Aim: Push the concept of marks as a tracery of movement to its logical conclusion by making marks incidental to your own movement.
Method: Find something which moves and attach a drawing medium to it so that it creates a drawing by itself. You might use a remote control car, a clock face, a door which is opened regularly. Develop this automatic drawings using source from from your sketchbook or simply by responding to what you find as you experiment. Not carefully what happens when youshift the drawing from automatically produced marks to considered ones.
Reflection : Drawing machines
http://www.artnet.com/magazineus/features/kuspit/kuspit9-17-07.asp
Rebecca Horn more than showing and constructing her drawing machines, she is also a performer and a video and installation artist. Her work explores and experiment with almost all senses using sounds, textures, vision and even smell. Works such as ‘Pencil mask’ in 1972 and ‘Fingers Extensions’ in 1974 explore mark marking with tools that extends from the body, where the human act has no much control of the outcome artwork. Through experimenting ways of drawing with a variety of materials and constructing machines to do so, her work includes the performance of drawing concepts.
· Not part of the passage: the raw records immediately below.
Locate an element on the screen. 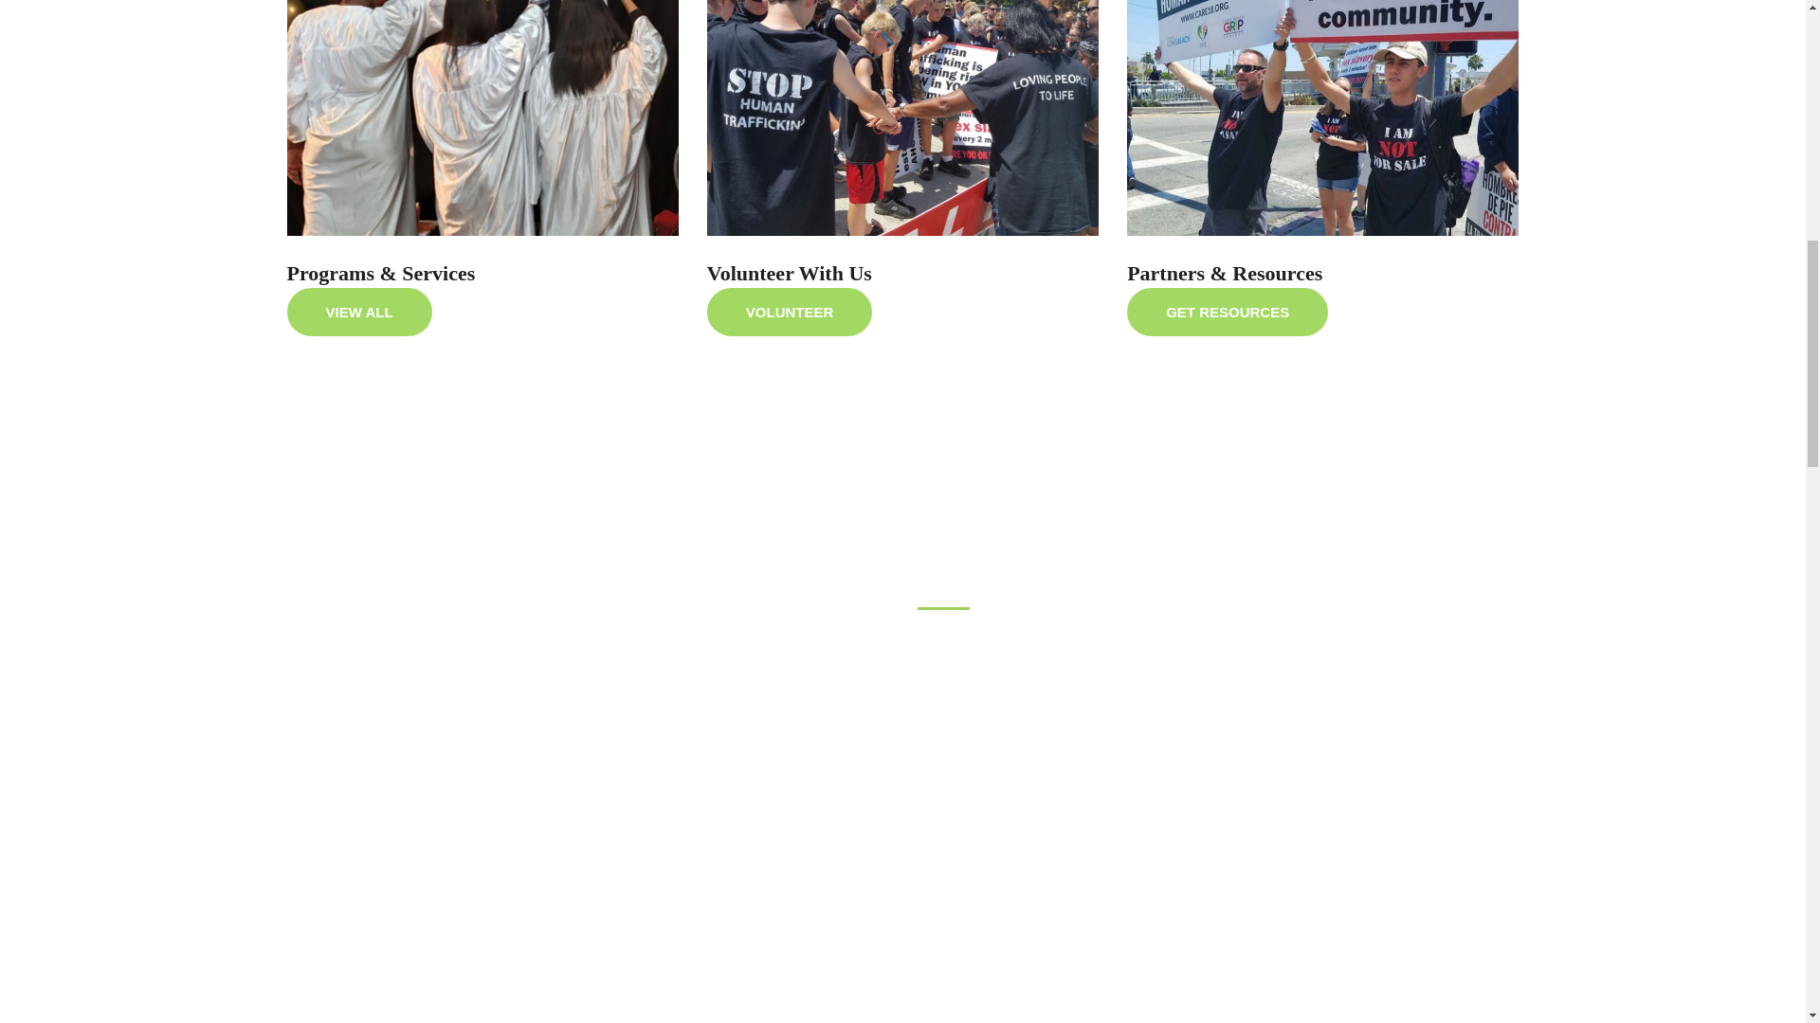 The height and width of the screenshot is (1023, 1820). graduation-girls is located at coordinates (481, 118).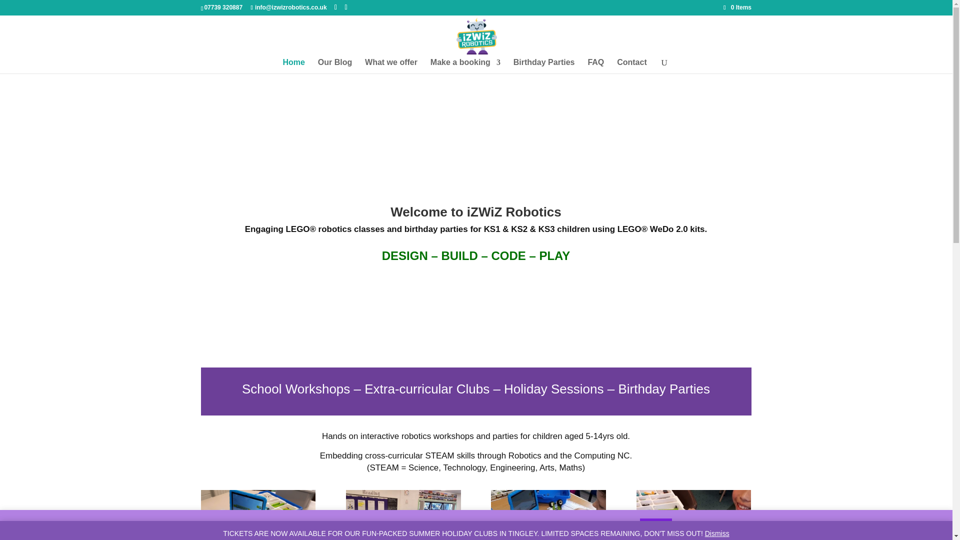 The image size is (960, 540). I want to click on Our Blog, so click(335, 66). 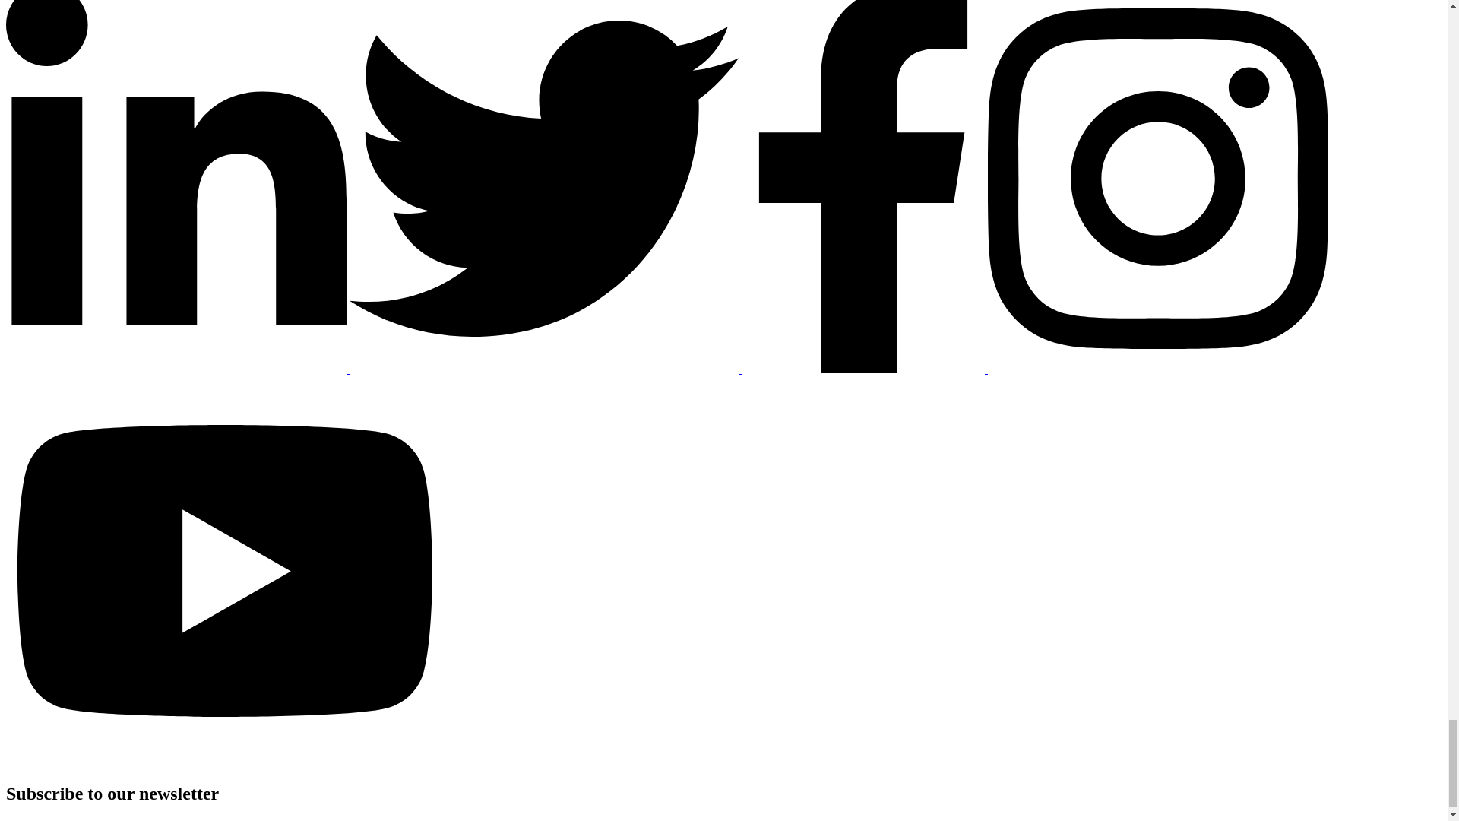 I want to click on View United Global Capital's YouTube Page, so click(x=224, y=760).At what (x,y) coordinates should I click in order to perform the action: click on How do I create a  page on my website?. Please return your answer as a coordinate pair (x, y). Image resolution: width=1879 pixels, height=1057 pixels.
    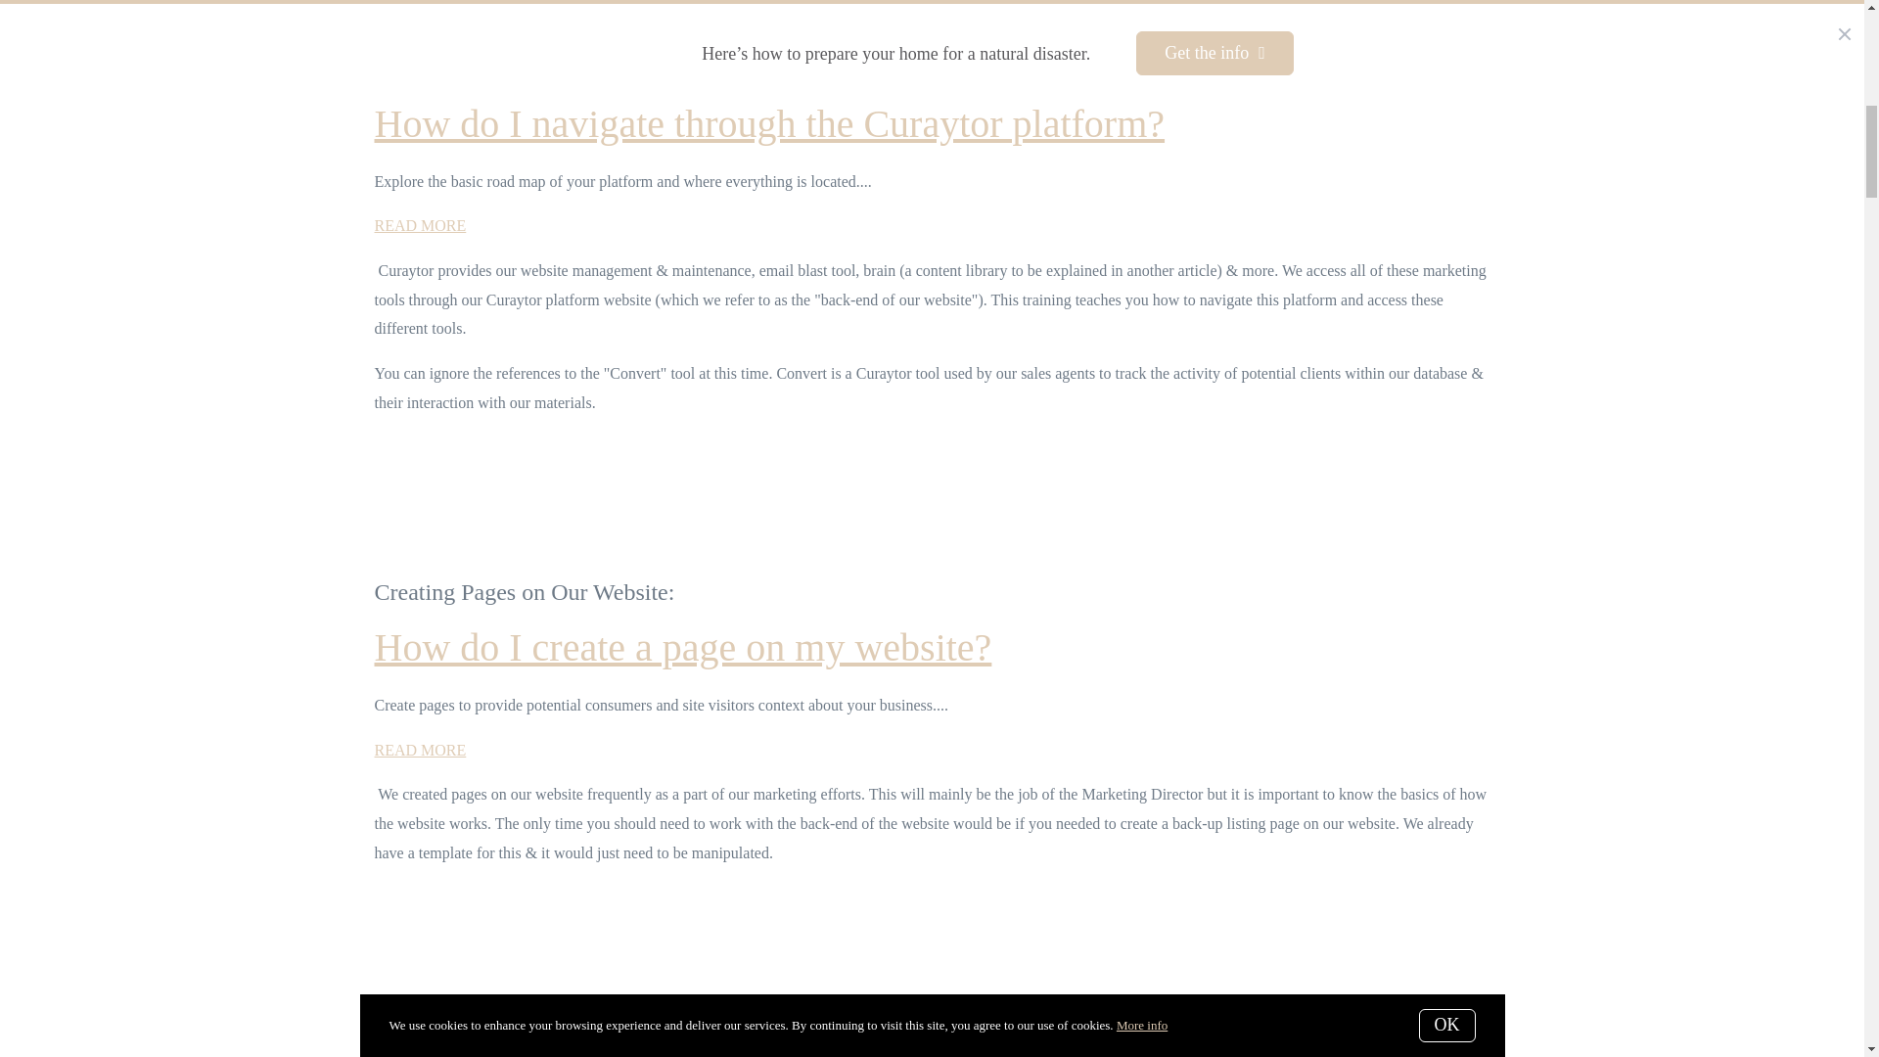
    Looking at the image, I should click on (420, 750).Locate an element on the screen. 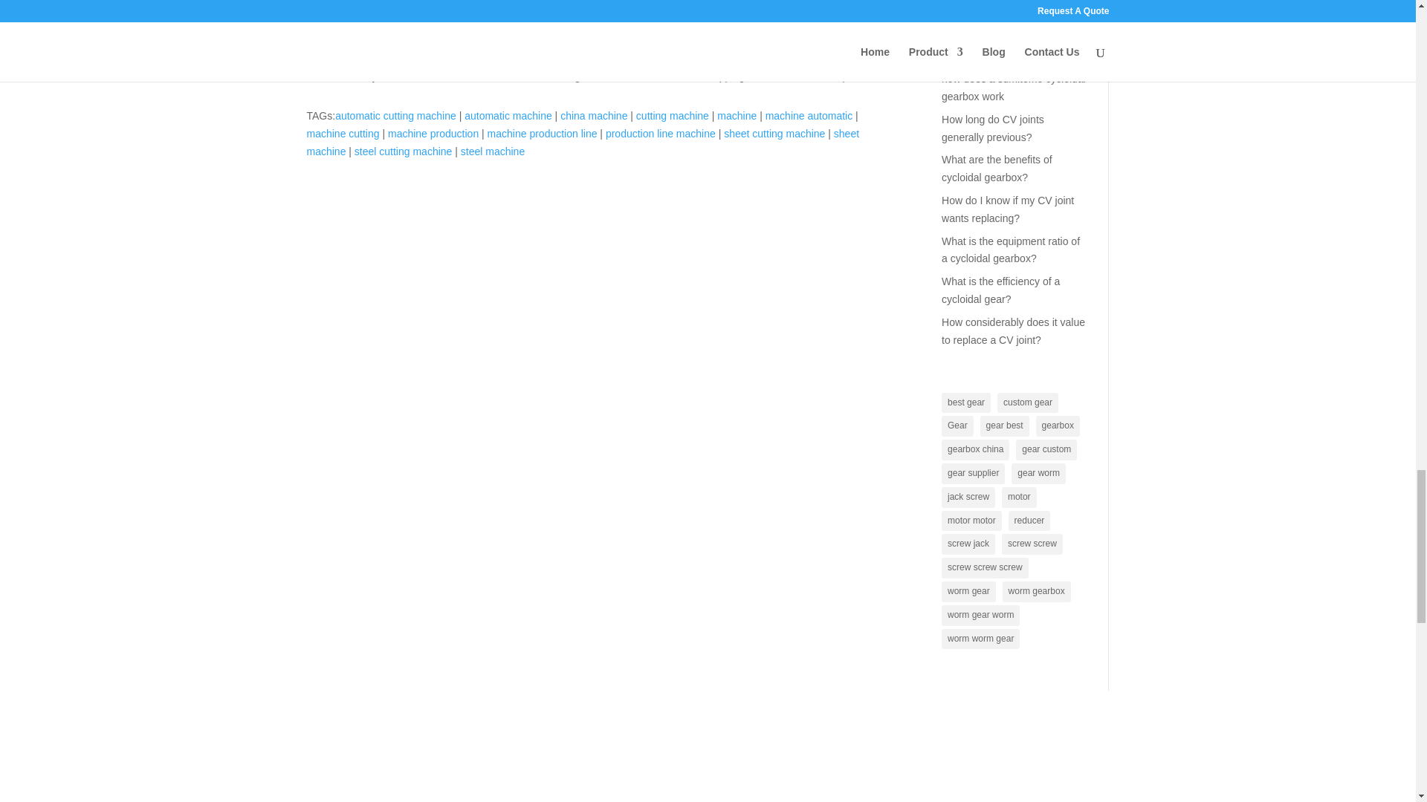  production line machine is located at coordinates (660, 133).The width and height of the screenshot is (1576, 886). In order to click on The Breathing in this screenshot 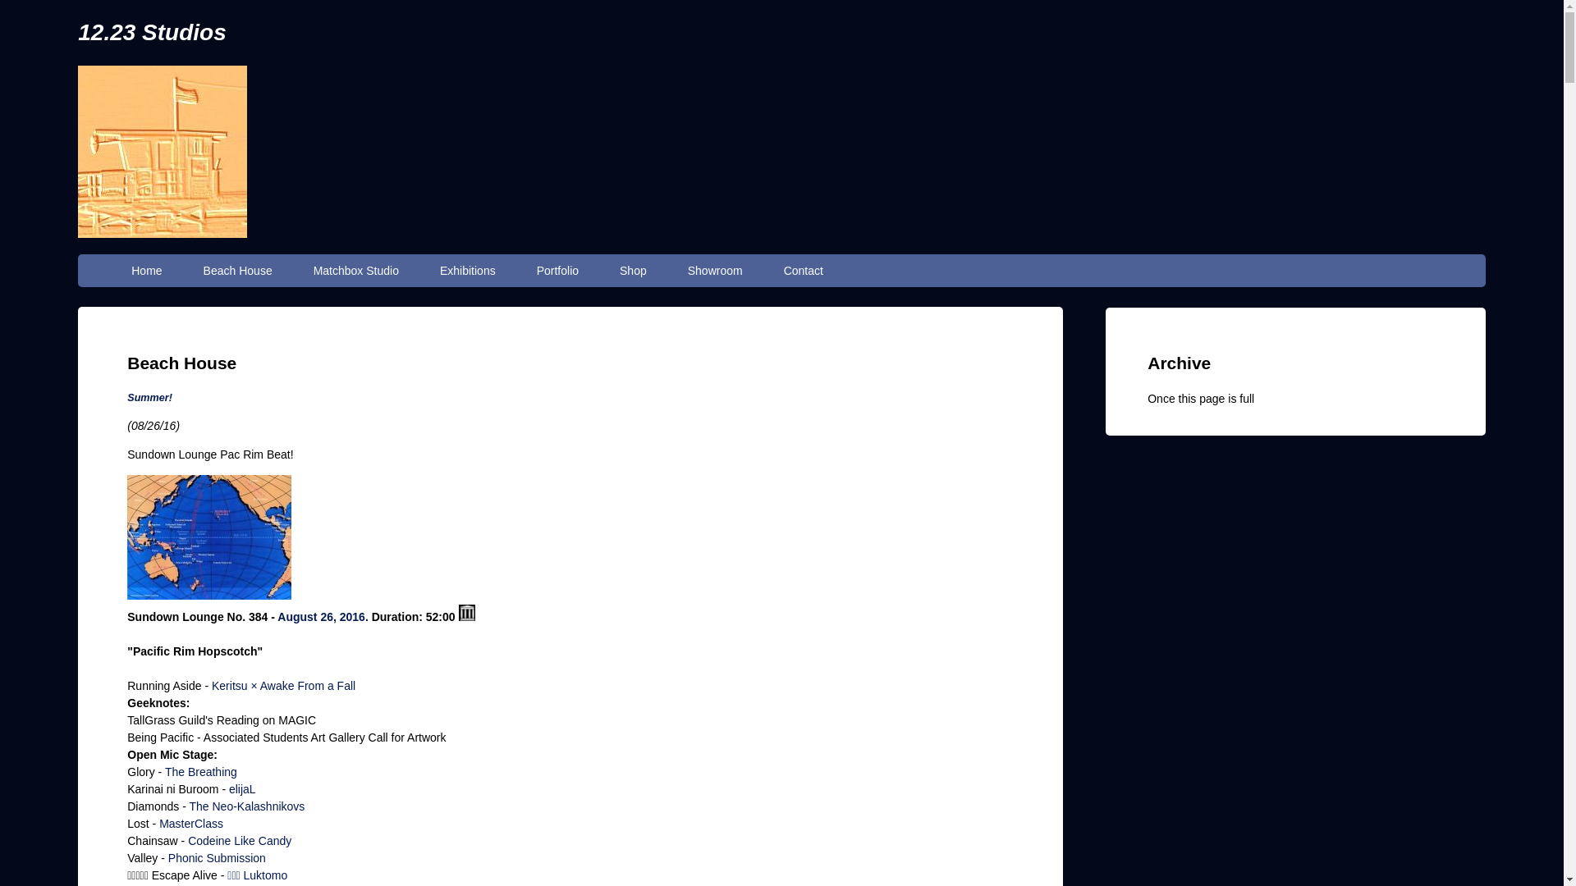, I will do `click(201, 772)`.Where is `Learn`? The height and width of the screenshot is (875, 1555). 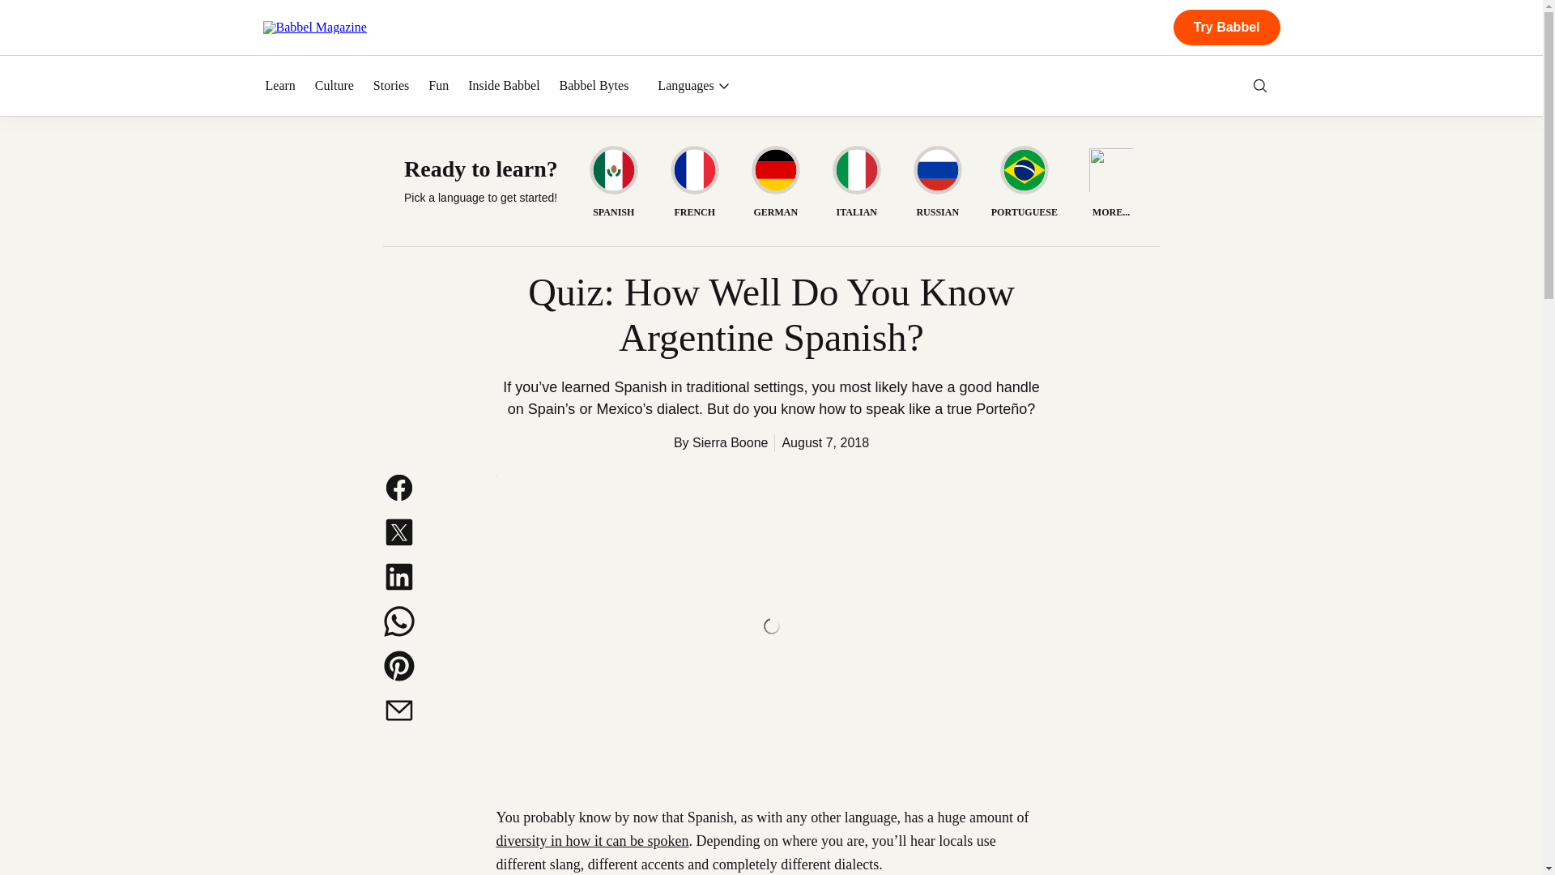 Learn is located at coordinates (280, 86).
I think Rebecca Horn shows certainty in her ideas, she shows the possibilities that leads to different levels of drawings. Maybe her work with ‘drawing machines’ intended to explore the human ability of losing control of something they had so much control constructing but when in action it acts itself , and the results are to be contemplated and to be accepted. Another reason could be the fact that due to the ilness in her young age, she was unable to leave the hospital bed and felt very lonely. Drawing machines came from many ideas she had while there, uncapable of express herself using her body freely. It resulted in creating extensions of her body to reach out what she couldn’t at the time. A way of connecting through that extensions. Her work although using machines is very emotional.
Trying to construct my own drawing machine took imagination, planning, trial and finally action. The most focused part of it is investigating my idea, looking for tools to construct it, put all the tools into place, test and get ready to experiment. The outcome of it was simply watch it, being suprised by the result, accept the outcome without interfering with it. I think my experiment was very basic and simple. It gave me just a little bit of insight in what Rebecca Horn does. I enjoyed reading about her work and exploring her method in my own way. I still like the feeling of my hands and fingers on the paper/canvas when I draw. I am not a technical person, I am not interested and not skilful at all in inventing or constructing machines. My joy comes from the organic, the mess, the feeling drawing and painting gives me in a more unplanned and natural way.